Absolutely.  Cheese (all versions) does it that way.

> I think that we must try to fractionate the image,
> and support dynamically bound subspaces of objects.
> It will help to produce native OS wrappers and
> other loadable-on-demand frameworks.

This is what I dreamed for from day 1 of Cheese.

In Cheese 5, the design is such that *the image*, not only
*the source code*, is completely platform-indepenent.
That is, imagine a scenario like this: a Squeaker starts
his image on his NT box and sees a native NT Transcript.
>From Transcript's menu, he opens a browser where he creates
a subclass of Window with instance variables 'text' and
'saveButton', and implements the following instance methods:

open
    saveButton _ PushButton named: 'Save'.
    saveButton topAttachment: #self; topOffset: 30.
    saveButton whenClickedSend: #save to: self.
    text _ MLE new.
    text bottomAttachment: #pane pane: saveButton.
    self addPane: saveButton; addPane: text.
    super open

save
    | string |
    string _ text text.
    ... code to save string into file ...
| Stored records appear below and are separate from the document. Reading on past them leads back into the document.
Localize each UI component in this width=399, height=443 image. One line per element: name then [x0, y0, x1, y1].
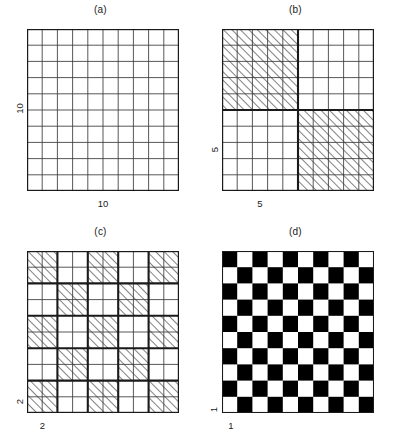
panel-b-caption: (b) [203, 4, 388, 15]
panel-c-y-label: 2 [14, 390, 25, 414]
panel-c-x-label: 2 [27, 420, 58, 431]
panel-d-x-label: 1 [222, 420, 240, 431]
panel-a-x-label: 10 [27, 198, 179, 209]
panel-c-caption: (c) [8, 226, 193, 237]
panel-b-grid [222, 29, 374, 191]
panel-d-grid-svg [222, 251, 374, 413]
panel-c: (c) 2 2 [8, 226, 193, 443]
figure-checkerboard-scales: (a) 10 10 (b) 5 5 (c) 2 2 (d) 1 1 [0, 0, 399, 443]
panel-b-x-label: 5 [222, 198, 298, 209]
panel-a-y-label: 10 [14, 97, 25, 121]
panel-a-grid-svg [27, 29, 179, 191]
panel-d-grid [222, 251, 374, 413]
panel-a: (a) 10 10 [8, 4, 193, 222]
panel-d: (d) 1 1 [203, 226, 388, 443]
panel-d-y-label: 1 [208, 398, 219, 422]
panel-c-grid-svg [27, 251, 179, 413]
panel-b-grid-svg [222, 29, 374, 191]
panel-b-y-label: 5 [209, 138, 220, 162]
panel-b: (b) 5 5 [203, 4, 388, 222]
panel-d-caption: (d) [203, 226, 388, 237]
panel-c-grid [27, 251, 179, 413]
panel-a-grid [27, 29, 179, 191]
panel-a-caption: (a) [8, 4, 193, 15]
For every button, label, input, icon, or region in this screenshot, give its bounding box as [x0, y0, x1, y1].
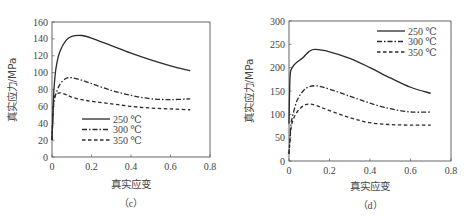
- y-tick-label: 80: [38, 84, 48, 95]
- x-tick-label: 0: [287, 165, 292, 176]
- legend-label: 250 ℃: [408, 26, 437, 37]
- x-axis-label: 真实应变: [350, 180, 391, 192]
- y-tick-label: 0: [280, 156, 285, 167]
- x-tick-label: 0.2: [323, 165, 336, 176]
- y-tick-label: 60: [38, 101, 48, 112]
- y-tick-label: 50: [275, 132, 285, 143]
- x-tick-label: 0.6: [164, 161, 177, 172]
- y-tick-label: 120: [33, 50, 48, 61]
- legend-label: 350 ℃: [113, 135, 142, 146]
- figure-caption: （c）: [119, 198, 143, 209]
- y-tick-label: 150: [270, 86, 285, 97]
- x-tick-label: 0.4: [364, 165, 377, 176]
- y-tick-label: 200: [270, 62, 285, 73]
- legend-label: 300 ℃: [113, 124, 142, 135]
- y-tick-label: 160: [33, 17, 48, 28]
- y-tick-label: 300: [270, 16, 285, 27]
- y-tick-label: 140: [33, 33, 48, 44]
- chart-c: 02040608010012014016000.20.40.60.8真实应力/M…: [6, 17, 216, 210]
- y-tick-label: 100: [270, 109, 285, 120]
- figure-caption: （d）: [358, 200, 383, 211]
- y-tick-label: 40: [38, 118, 48, 129]
- figure: 02040608010012014016000.20.40.60.8真实应力/M…: [0, 0, 469, 220]
- y-tick-label: 250: [270, 39, 285, 50]
- x-tick-label: 0.8: [204, 161, 217, 172]
- x-tick-label: 0.6: [404, 165, 417, 176]
- x-tick-label: 0.2: [85, 161, 98, 172]
- y-tick-label: 20: [38, 135, 48, 146]
- y-axis-label: 真实应力/MPa: [6, 58, 18, 123]
- x-tick-label: 0.4: [125, 161, 138, 172]
- y-tick-label: 100: [33, 67, 48, 78]
- chart-d: 05010015020025030000.20.40.60.8真实应力/MPa真…: [243, 16, 457, 212]
- y-axis-label: 真实应力/MPa: [243, 59, 255, 124]
- legend-label: 250 ℃: [113, 114, 142, 125]
- x-axis-label: 真实应变: [111, 178, 152, 190]
- x-tick-label: 0.8: [445, 165, 458, 176]
- series-line-300: [289, 86, 431, 154]
- x-tick-label: 0: [50, 161, 55, 172]
- legend-label: 300 ℃: [408, 36, 437, 47]
- legend-label: 350 ℃: [408, 47, 437, 58]
- series-line-350: [289, 104, 431, 154]
- y-tick-label: 0: [43, 152, 48, 163]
(The code shown does actually work with my current
image, but only on OS/2 PM).

Then, our fellow saves his image and transfers it to
an OS/2 (PM) or Unix (Motif/Lesstif) machine.  The only
thing he should care about is to correctly transfer the
file.  Then he starts the image, does 'MyEditor new open',
and enjoys the new look and feel.  But that's not all:
one can save the image with a MyEditor being open,
transfer to another OS, and see the window upon startup.

Cheese 5 achieves this by using proxies for all its classes.
Class Window implements doesNotUnderstand: which forwards
all messages to the actual object which was created in
Window class>>new.  The latter obtains which l&f flavour
from the VM and prefixes the name of the class.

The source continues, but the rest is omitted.